CARAS Head of Casework Molly Abraham (also a qualified social worker) wrote a series of tweets for Social Workers without Borders on some recent changes related to age assessment. CARAS supports many young people facing this aspect of the hostile environment.

There have been a lot of changes regarding age assessment over the past two weeks, these will undoubtedly lead to increased safeguarding risks for young people. It’s really important that front-line social workers are aware of these so here is our summary:

Until 14th January when a person said they were a child the Home Office had to take this into consideration unless they felt sure the person’s ‘appearance and demeanour’ suggested they were ‘significantly over 25’. This has been the case since a hard-fought policy change in 2019.

Where Home Office officials thought a person was an adult but were unsure they were over 25, they could refer them to social workers, employed by the Home Office, who completed ‘short-form’ age assessments, often lasting less than an hour. These assessments did not have any of the normal safeguards developed for doing age assessments and often happened before people had a chance to recover from their journey.

Many, many young people underwent these assessments, 238 occurred over three months in the summer of 2021 alone.
https://www.justiceinspectorates.gov.uk/hmiprisons/wp-content/uploads/sites/4/2021/12/Kent-detention-facilities-web-2021.pdf

These ‘short-form’ assessments were ruled unlawful by the high court on the 19th January.
https://insights.doughtystreet.co.uk/post/102hgm1/home-office-acted-unlawfully-in-detaining-unaccompanied-young-people-for-age-asse

In response to this, the Home Office withdrew its guidance for short-form assessments and Home Office employed Social Workers are no longer doing these assessments at the port.

Cynically, it also changed its policy to say Home Office officials could treat someone as an adult if they felt sure their ‘appearance and demeanor’ suggested they were significantly over 18. https://assets.publishing.service.gov.uk/government/uploads/system/uploads/attachment_data/file/1045849/Assessing_age.pdf

This has been done even though the Joint Council of Human Rights just this week released a report advising the gov’t of ‘the severe consequence of mistakenly treating a child as an adult’ that a ‘lowering of the threshold would increase the risk of wrongly identifying a child as an adult’ and that it is ‘imperative that the threshold test minimises as far as possible the risk’ https://committees.parliament.uk/publications/8549/documents/86371/default/

 

Organisations working with young refugees have already been reporting that they are seeing significant numbers of children who have been deemed to be over 18 by the Home Office, without age assessments are done, living in adult home office accommodation.
https://www.independent.co.uk/news/uk/home-news/children-asylum-seekers-age-assessments-home-office-uk-b1992680.html

The lowering of the threshold (from 25 to 18) means that many more children will be wrongly assessed as adults on appearance alone, by Home Office officials, and put into unsafe adult accommodation with no support, no safeguarding and no access to services such as education.

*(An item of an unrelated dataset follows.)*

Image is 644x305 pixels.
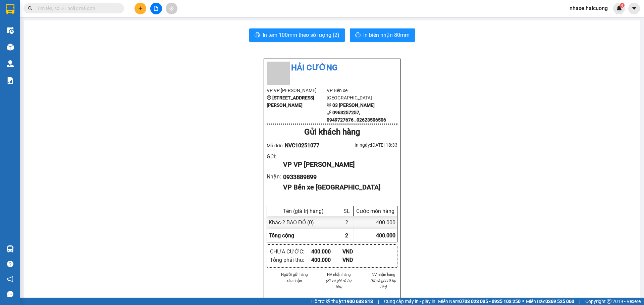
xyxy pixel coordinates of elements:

For social workers, especially those in MASH teams, it may mean an increase in referrals to children’s services in areas with Home Office accommodation, as these children become known to voluntary organisations.

If you see this in your local authority consider this – it is NOT that more people are ‘claiming’ to be children – it is that the safeguards that meant children were given the benefit of the doubt at the border have been ripped away.